“D-Lev,” I remember almost too late.
Fuck. I almost gave her my real name. I am clearly too distracted to be here with her, but now that I am, I cannot pull myself away.
Her hand in mine is warm, dry, and calloused, and her handshake is firm. When we touch, her fingers brush the scabs on my knuckles, and her eyes drop to the nearly healed skin before she lets go.
“Lev,” she repeats the name.
“Nicole,” I say, enjoying the flavor of hers.
“What happened to your hand, Lev?”
A deep grumble escapes my chest at the sound of the wrong name in her musical voice. Jealously, I do not want to hear her speak another man’s name. I want to know what she looks like wrapping her lips aroundmyname. I want to hear her scream it in ecstasy.
She misinterprets the noise for something else, because she hurries to explain herself, “Not to be nosy… I’m an ER nurse. It’s hard-wired in me to ask.”
“I got into a fight.”
Her eyes flick back down, but her posture does not change. A small, secret smile of what might be amusement curls at the edges of her mouth. She is not easily rattled by violence, then. This is good. “You must have won.”
“You could say that. What gave it away?”
“Your hand is torn up, but your face is good. I mean… it hasn’t been hit,” she corrects needlessly. “Obviously, you were the one landing the hits.”
“Perhaps the fight was a bit one-sided,” I allow, thinking of how Felix’s witness was tied to a chair for most of it.
Her lips twitch. “I’m not surprised. It’s probably hard to find another person big enough for you to pick on someone your own size.”
“Da,” I agree.
Most people are afraid, intimidated or in awe of my height and frame. She pokes fun at it. And this is why I like large women.
“Da,” she repeats, tasting the word in a way that drags my eyes back to her mouth with a fresh hunger. “I like the accent. I’m guessing Russian, given the rest of the guest list.”
“Da,” I say again, reveling in the little shiver that crawls across her skin.
“All the way from Russia. What are you doing in New Jersey? Other thanadmiring the viewwith a stranger.”
As she speaks, I watch her lips, admiring their fullness. I do not realize at first that she has teased me until they tip up at the corners in an expectant smile. “It is not my usual way,” I reply. “You must be an exception.”
“Nice. Now call her an exceptional woman,”James offers.
“Shh, let him work,”Wesley chides.
Fuck. I had forgotten about my gallery of nuts. Their commentary snaps me out of the spell created by the moonlight and an unexpected encounter with temptation.
Right. My cover. The job. Viktor Volkevich.
This woman is not for me—our flirtations are not a private, shared moment. I should ensure thebratokhas left and return to the house. I still have photographs to take.
But then she says, “An exception. I like that. Does that make me special, or lucky?” and I know I will not be leaving her side anytime soon.
“That depends on your perspective. Do you normally consider yourself special or lucky to be followed into a dark garden by a stranger?”
Her laugh is breathless; her stare is a challenge. “Thatdepends on the stranger’s intentions. I’ll admit I have my doubts about yours.”
“You are questioning my intentions?”
“Well, you did follow a stranger into a dark garden,” she says in a delightfully throaty, teasing way. “But I suppose they could be good. Pure, even.”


> _WHAT NEEDS TO BE DONE_: Exact copies of all the lines below are required, with the pictures omitted.

..........

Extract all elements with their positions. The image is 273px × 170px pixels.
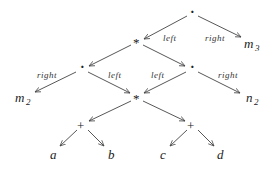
- edge-multop-dotright: [143, 45, 185, 66]
- node-mul-bottom: *: [133, 91, 140, 106]
- node-m3-base: m: [244, 36, 253, 51]
- node-n2-base: n: [246, 90, 253, 105]
- node-d: d: [217, 147, 224, 162]
- node-m2-base: m: [15, 90, 24, 105]
- edge-label-dotleft-right: right: [37, 70, 57, 80]
- edge-label-root-right: right: [205, 33, 225, 43]
- node-mul-top: *: [133, 35, 140, 50]
- edge-label-dotleft-left: left: [108, 70, 122, 80]
- edge-multop-dotleft: [89, 45, 131, 66]
- edge-plusright-d: [198, 130, 214, 146]
- diagram-svg: left right right left left right · * · ·…: [0, 0, 273, 170]
- edge-plusleft-a: [60, 130, 77, 146]
- node-n2-subscript: 2: [254, 97, 259, 107]
- node-m3: m 3: [244, 36, 260, 53]
- node-n2: n 2: [246, 90, 259, 107]
- edge-label-root-left: left: [163, 33, 177, 43]
- node-c: c: [160, 147, 166, 162]
- node-plus-right: +: [187, 118, 194, 133]
- node-b: b: [108, 147, 115, 162]
- node-dot-left: ·: [80, 60, 85, 75]
- edge-label-dotright-left: left: [151, 70, 165, 80]
- edge-label-dotright-right: right: [218, 70, 238, 80]
- node-plus-left: +: [77, 118, 84, 133]
- node-dot-right: ·: [190, 60, 195, 75]
- node-root: ·: [190, 5, 195, 20]
- edge-plusright-c: [170, 130, 187, 146]
- node-m2-subscript: 2: [26, 97, 31, 107]
- edge-mulbottom-plusright: [143, 101, 185, 121]
- node-m3-subscript: 3: [254, 43, 260, 53]
- edge-plusleft-b: [88, 130, 104, 146]
- edge-mulbottom-plusleft: [89, 101, 131, 121]
- expression-dag-diagram: left right right left left right · * · ·…: [0, 0, 273, 170]
- node-m2: m 2: [15, 90, 31, 107]
- node-a: a: [50, 147, 57, 162]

..........

> _ANSWER TO THE PROBLEM_:
Extract all elements with their positions. The image is 273px × 170px pixels.
- edge-multop-dotright: [143, 45, 185, 66]
- node-mul-bottom: *: [133, 91, 140, 106]
- node-m3-base: m: [244, 36, 253, 51]
- node-n2-base: n: [246, 90, 253, 105]
- node-d: d: [217, 147, 224, 162]
- node-m2-base: m: [15, 90, 24, 105]
- edge-label-dotleft-right: right: [37, 70, 57, 80]
- edge-label-root-right: right: [205, 33, 225, 43]
- node-mul-top: *: [133, 35, 140, 50]
- edge-label-dotleft-left: left: [108, 70, 122, 80]
- edge-multop-dotleft: [89, 45, 131, 66]
- edge-plusright-d: [198, 130, 214, 146]
- diagram-svg: left right right left left right · * · ·…: [0, 0, 273, 170]
- edge-plusleft-a: [60, 130, 77, 146]
- node-n2-subscript: 2: [254, 97, 259, 107]
- node-m3: m 3: [244, 36, 260, 53]
- node-n2: n 2: [246, 90, 259, 107]
- edge-label-root-left: left: [163, 33, 177, 43]
- node-c: c: [160, 147, 166, 162]
- node-plus-right: +: [187, 118, 194, 133]
- node-b: b: [108, 147, 115, 162]
- node-dot-left: ·: [80, 60, 85, 75]
- edge-label-dotright-left: left: [151, 70, 165, 80]
- edge-label-dotright-right: right: [218, 70, 238, 80]
- node-plus-left: +: [77, 118, 84, 133]
- node-dot-right: ·: [190, 60, 195, 75]
- node-root: ·: [190, 5, 195, 20]
- edge-plusright-c: [170, 130, 187, 146]
- node-m2-subscript: 2: [26, 97, 31, 107]
- edge-mulbottom-plusright: [143, 101, 185, 121]
- node-m3-subscript: 3: [254, 43, 260, 53]
- edge-plusleft-b: [88, 130, 104, 146]
- edge-mulbottom-plusleft: [89, 101, 131, 121]
- expression-dag-diagram: left right right left left right · * · ·…: [0, 0, 273, 170]
- node-m2: m 2: [15, 90, 31, 107]
- node-a: a: [50, 147, 57, 162]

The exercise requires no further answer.